If I strongly believe Dannay did perform that clever numerical
enterprise, I don’t feel so sure about the purpose of the project. I have
ideas, that could design an extraordinary theory, but it would take a whole
book, as I feel necessary to go deeper in all other Dannay’s work, i.e. Ellery
Queen saga, where I suspect also many tricks.
Now I’ll just give another example of the depth of this book. To pay
attention to money facts made me consider a strange detail of chapter 10. All
the boys play in a cornfield; Mitch looses his pocketbook; the boys search it
through the field, and Danny finds he lost too three cents he had in a side
pocket. The problem is that he endures this cruel loss without asking the boys
around if anyone found them.
This little detail might have something to do with another strange
detail of the first episode, where Danny and his two partners organize a horror
show, asking each customer 3 cents (to be precise 2+1, as the show is in two
parts). The final benefit of the show is 69 cents, but a careful reading
indicates there were 24 customers, who should then have paid 72 cents. I
suspect Danny to have put 3 cents in his pocket before the sharing, those 3
cents he will loose in the field, feeling guilty enough to say nothing.
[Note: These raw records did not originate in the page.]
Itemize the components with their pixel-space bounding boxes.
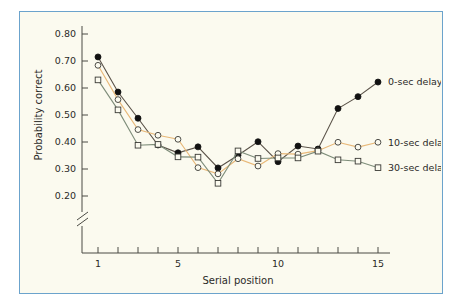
data-point	[135, 142, 141, 148]
legend-label-30-sec-delay: 30-sec delay	[388, 162, 441, 173]
y-tick-label: 0.40	[55, 136, 76, 147]
x-tick-label: 1	[95, 258, 101, 269]
data-point	[355, 94, 361, 100]
x-tick-label: 15	[372, 258, 384, 269]
data-point	[115, 89, 121, 95]
data-point	[95, 62, 101, 68]
data-point	[355, 158, 361, 164]
data-point	[255, 163, 261, 169]
data-point	[335, 106, 341, 112]
data-point	[95, 54, 101, 60]
data-point	[155, 132, 161, 138]
y-axis-break-icon	[77, 212, 88, 226]
data-point	[195, 165, 201, 171]
data-point	[155, 142, 161, 148]
data-point	[135, 127, 141, 133]
data-point	[235, 156, 241, 162]
serial-position-chart: 0.200.300.400.500.600.700.80Probability …	[20, 12, 441, 292]
data-point	[255, 139, 261, 145]
data-point	[355, 144, 361, 150]
data-point	[335, 139, 341, 145]
data-point	[115, 97, 121, 103]
data-point	[135, 115, 141, 121]
data-point	[95, 77, 101, 83]
y-tick-label: 0.30	[55, 163, 76, 174]
data-point	[295, 155, 301, 161]
data-point	[215, 171, 221, 177]
y-tick-label: 0.80	[55, 28, 76, 39]
legend-label-10-sec-delay: 10-sec delay	[388, 137, 441, 148]
y-tick-label: 0.60	[55, 82, 76, 93]
data-point	[195, 154, 201, 160]
data-point	[335, 157, 341, 163]
legend-label-0-sec-delay: 0-sec delay	[388, 76, 441, 87]
data-point	[195, 144, 201, 150]
data-point	[375, 79, 381, 85]
y-tick-label: 0.70	[55, 55, 76, 66]
x-axis-title: Serial position	[202, 275, 273, 286]
data-point	[255, 156, 261, 162]
y-tick-label: 0.20	[55, 190, 76, 201]
data-point	[375, 165, 381, 171]
data-point	[235, 148, 241, 154]
figure-frame: 0.200.300.400.500.600.700.80Probability …	[19, 11, 443, 294]
data-point	[215, 165, 221, 171]
y-tick-label: 0.50	[55, 109, 76, 120]
data-point	[315, 148, 321, 154]
x-tick-label: 5	[175, 258, 181, 269]
data-point	[175, 136, 181, 142]
data-point	[175, 154, 181, 160]
data-point	[295, 143, 301, 149]
data-point	[375, 139, 381, 145]
data-point	[215, 181, 221, 187]
data-point	[275, 155, 281, 161]
x-tick-label: 10	[272, 258, 284, 269]
data-point	[115, 107, 121, 113]
y-axis-title: Probability correct	[33, 69, 44, 160]
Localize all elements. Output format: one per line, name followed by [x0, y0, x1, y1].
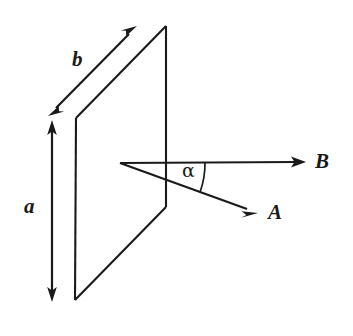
vector-b: [120, 157, 306, 168]
dimension-a-arrow: [47, 120, 57, 302]
label-side-b: b: [72, 49, 83, 70]
plane-bottom-edge: [75, 207, 166, 300]
dimension-b-shaft: [56, 34, 129, 108]
angle-alpha-arc: [200, 163, 205, 193]
label-angle-alpha: α: [182, 161, 195, 180]
label-side-a: a: [24, 196, 35, 217]
label-vector-b: B: [315, 151, 329, 172]
diagram-canvas: [0, 0, 353, 336]
vector-plane-diagram: a b A B α: [0, 0, 353, 336]
label-vector-a: A: [268, 202, 282, 223]
plane-top-edge: [76, 26, 166, 118]
vector-b-shaft: [120, 162, 296, 163]
vector-a-arrowhead: [241, 211, 258, 218]
plane-left-edge: [75, 118, 76, 300]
This hypothesis is supported by a remarkable symmetry between first and
last episodes. Here the sharing is equal, but the bad action suspected makes
that Danny had finally 26 cents against 23 for each partner. In the last
episode we had 128 against 113, and the ratios are very near :
26/23 = 128/113 = 1.13…
The official benefit of first episode is .69, from 23 customers having
paid 3 cents each. We find two this amount of .69, for the 3 bicycles sold by
auction, at the average price of 23 cents.
There are probably 24 paying customers in first episode, and only 22 in
last one, but here the two partners can be seen as paying customers too, to get
another 24.
This pattern of symmetry is completed by the outcomes in both episodes.
We had seen the sharing in last episode was equivalent to a gift of 5 cents to
Danny from each partner, and Danny had to spend too 5 cents in this episode,
for his lost bet. In first episode the extra profit of Danny is 1 cent stolen
to each partner, and this episode begins with Danny spending 1 cent for a lace
of liquorice.
Actually it is the only time in the whole book where Danny spends
willingly a coin of his Own Money. It doesn’t fit at all with what we learn
next about him, but this doubtful cent might have something to do with another
curiosity in last episode, dealing too with one cent.
Shortly, it seems at the beginning of the episode that Danny spent last
evening one cent for a padlock, although it is not clearly said. But it should
imperatively have been reported in the balance of the previous episode, where
another loss could not have been omitted. It looks like Dannay is telling us:
“Yes, it’s a whole fake, but this is to make you clearly understand that I
needed to have this penny spent in first episode which is related to last one.”
All these doubtful cases might make one doubtful too about my analysis,
but these four cases are the only doubtful ones, and their perfect fitting in
pairs seems to me another powerful argument:
- the concealed theft of 3 cents and the untold equal loss;
- the improbably spent cent and the impossible one.
The Golden Summer might be the biggest
problem in deduction plotted by Dannay, but here the challenging reader would
find no classical revelation of the truth in the end.